Coon Rapids has 9.0 inches and Ramsey has 8.0.  We’re between them so our snowfall must be somewhere in that range.  Minnesota’s weather always surprises.  I know many people live in areas where the weather changes only from dry to wet, never from hot to cold, but I find that sort of climate just as difficult to imagine as I figure they do ours.

It’s not like I haven’t experienced the sub-tropical, tropical climates.  I have.  What I can’t imagine is a whole year where the temperature doesn’t change and where one season is dry and the other wet.  Living in it, I mean.  From my vantage point it appears boring, but I know people adapt to it.  Brother Mark and sister Mary both live in climates very different from ours here in Minnesota:  Arabia and Singapore respectively.

I don’t know how much of the world’s food production occurs in the temperate latitudes…stopped to look it up.  “Most food is produced in the temperate Northern hemisphere, with the US by far the largest total and surplus food producer.”  IPCC, 2007 So, while we humans are by body a tropical to sub-tropical species, we are now fed by those regions that have a fallow season as well as a growing season.

This is the world I know best, being a midwesterner by birth and continued residence, changing location only slightly (by global standards) from the lower to the upper midwest. This agricultural area-the heartland of U.S. as well as world food production-is my home.  It is no surprise then that the Great Wheel has come into prominence in my way of viewing the world.  It is a temperate latitude agriculturally focused calendar, one that weaves together the rhythm of spring emergence, summer growth, fall harvests and the winter’s cold, growthless time into a whole.  With the Great Wheel we understand the necessary interlocking components of seasonal change for food production and more, how those components also serve as metaphor for our own lives.
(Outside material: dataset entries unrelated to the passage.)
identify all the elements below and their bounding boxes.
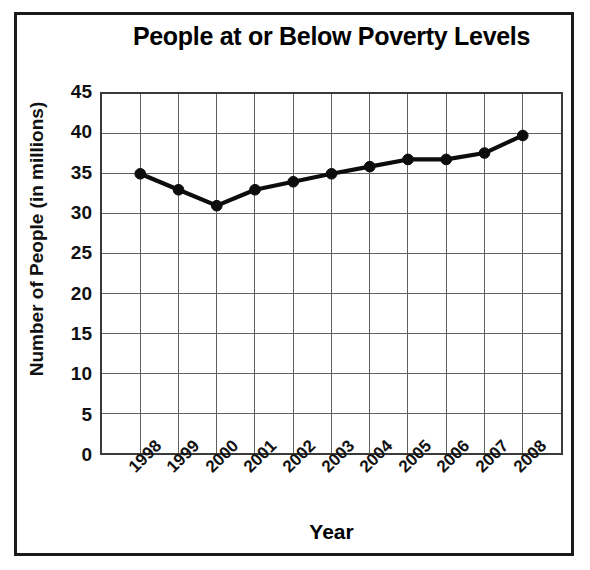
y-axis-tick-label: 20 xyxy=(58,283,92,305)
data-point xyxy=(173,184,184,195)
data-point xyxy=(517,130,528,141)
data-series xyxy=(102,94,561,453)
chart-title: People at or Below Poverty Levels xyxy=(100,22,563,51)
y-axis-tick-labels: 454035302520151050 xyxy=(54,92,92,455)
y-axis-tick-label: 15 xyxy=(58,323,92,345)
y-axis-tick-label: 10 xyxy=(58,363,92,385)
chart-figure: People at or Below Poverty Levels Number… xyxy=(0,0,590,570)
x-axis-tick-labels: 1998199920002001200220032004200520062007… xyxy=(100,455,563,525)
data-point xyxy=(250,184,261,195)
y-axis-tick-label: 40 xyxy=(58,121,92,143)
y-axis-title: Number of People (in millions) xyxy=(26,89,48,389)
x-axis-title: Year xyxy=(100,520,563,544)
data-point xyxy=(211,200,222,211)
y-axis-tick-label: 45 xyxy=(58,81,92,103)
plot-area xyxy=(100,92,563,455)
y-axis-tick-label: 0 xyxy=(58,444,92,466)
y-axis-tick-label: 30 xyxy=(58,202,92,224)
data-point xyxy=(135,168,146,179)
y-axis-tick-label: 5 xyxy=(58,404,92,426)
y-axis-tick-label: 25 xyxy=(58,242,92,264)
data-point xyxy=(326,168,337,179)
data-point xyxy=(441,154,452,165)
data-point xyxy=(288,176,299,187)
data-point xyxy=(479,148,490,159)
y-axis-tick-label: 35 xyxy=(58,162,92,184)
data-point xyxy=(364,161,375,172)
data-point xyxy=(403,154,414,165)
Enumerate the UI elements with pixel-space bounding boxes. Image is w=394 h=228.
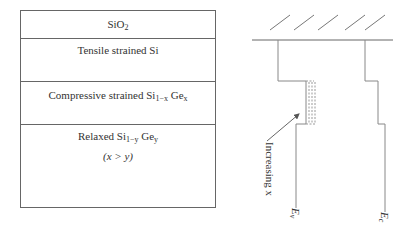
- increasing-x-arrow: [267, 114, 299, 141]
- conduction-band-label: Ec: [379, 212, 391, 222]
- band-diagram: [0, 0, 394, 228]
- valence-band-edge: [278, 40, 306, 208]
- surface-hatching: [270, 15, 385, 30]
- conduction-band-edge: [365, 40, 385, 212]
- increasing-x-label: Increasing x: [264, 142, 276, 196]
- valence-band-label: Ev: [290, 208, 302, 218]
- increasing-x-dashes: [306, 81, 315, 124]
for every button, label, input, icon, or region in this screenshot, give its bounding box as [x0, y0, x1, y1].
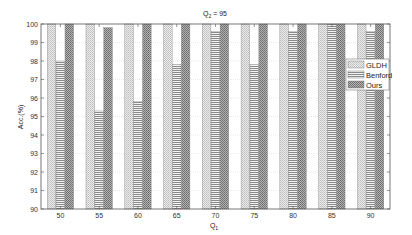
bar-ours-60: [143, 24, 152, 209]
legend-item-gldh: GLDH: [348, 61, 387, 70]
y-tick-label: 99: [30, 39, 38, 46]
y-tick-label: 90: [30, 206, 38, 213]
bar-gldh-80: [280, 24, 289, 209]
bar-gldh-65: [164, 24, 173, 209]
y-tick-label: 92: [30, 169, 38, 176]
legend-item-benford: Benford: [348, 71, 392, 80]
bar-gldh-90: [357, 24, 366, 209]
bar-benford-90: [366, 31, 375, 209]
y-tick-label: 100: [26, 21, 38, 28]
bar-benford-75: [250, 65, 259, 209]
x-tick-label: 70: [212, 212, 220, 219]
legend-item-ours: Ours: [348, 81, 383, 90]
bar-ours-70: [220, 24, 229, 209]
bar-ours-65: [181, 24, 190, 209]
bar-gldh-85: [319, 24, 328, 209]
x-tick-label: 65: [173, 212, 181, 219]
x-tick-label: 90: [367, 212, 375, 219]
bar-gldh-60: [125, 24, 134, 209]
bar-gldh-70: [202, 24, 211, 209]
bar-benford-85: [328, 24, 337, 209]
legend-swatch-ours: [348, 81, 364, 88]
legend-label-benford: Benford: [366, 71, 392, 80]
y-axis-label: Acc.(%): [17, 105, 25, 130]
y-tick-label: 98: [30, 58, 38, 65]
legend-swatch-benford: [348, 71, 364, 78]
bar-benford-50: [56, 61, 65, 209]
bar-ours-75: [259, 24, 268, 209]
bar-chart: 90919293949596979899100 5055606570758085…: [0, 0, 412, 235]
y-tick-label: 95: [30, 113, 38, 120]
x-axis-label: Q1: [210, 222, 218, 231]
x-tick-label: 60: [134, 212, 142, 219]
chart-title: Q2 = 95: [203, 10, 227, 19]
x-tick-label: 75: [250, 212, 258, 219]
bar-gldh-55: [86, 24, 95, 209]
bar-benford-80: [289, 31, 298, 209]
x-tick-label: 85: [328, 212, 336, 219]
y-tick-label: 91: [30, 187, 38, 194]
bar-gldh-50: [47, 24, 56, 209]
legend-label-gldh: GLDH: [366, 61, 387, 70]
bar-ours-90: [375, 24, 384, 209]
y-tick-label: 93: [30, 150, 38, 157]
legend-swatch-gldh: [348, 61, 364, 68]
y-tick-label: 96: [30, 95, 38, 102]
bar-ours-55: [104, 28, 113, 209]
bar-ours-85: [336, 24, 345, 209]
y-tick-label: 97: [30, 76, 38, 83]
x-tick-label: 80: [289, 212, 297, 219]
y-tick-label: 94: [30, 132, 38, 139]
legend-label-ours: Ours: [366, 81, 383, 90]
x-tick-label: 50: [56, 212, 64, 219]
bar-benford-65: [172, 65, 181, 209]
bar-benford-60: [134, 102, 143, 209]
bar-ours-80: [298, 24, 307, 209]
bar-gldh-75: [241, 24, 250, 209]
bar-benford-70: [211, 31, 220, 209]
x-tick-label: 55: [95, 212, 103, 219]
bar-benford-55: [95, 111, 104, 209]
bar-ours-50: [65, 24, 74, 209]
legend: GLDH Benford Ours: [346, 59, 392, 90]
bars: [47, 24, 384, 209]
The best thing about the Great Wheel is its insistence on the whole, celebrating the distinct seasonal changes as elements in a cycle, all required.  We cannot become summer people, or winter people because we know the summer as the hot, growth enhancing aspect of vegetative growth, not just the time of swimming suits and summer vacation.  I suppose this underlies my inability to imagine those other climates.  One season, extended, made permanent, upsets the dance.  At least from the perspective of those between 30 degrees and 50 degrees north latitude.

Now That I’m Here; Was I Really There?

Spring                                                          Bee Hiving Moon

The snow has come, as predicted. Heavy since around 2 pm.  April?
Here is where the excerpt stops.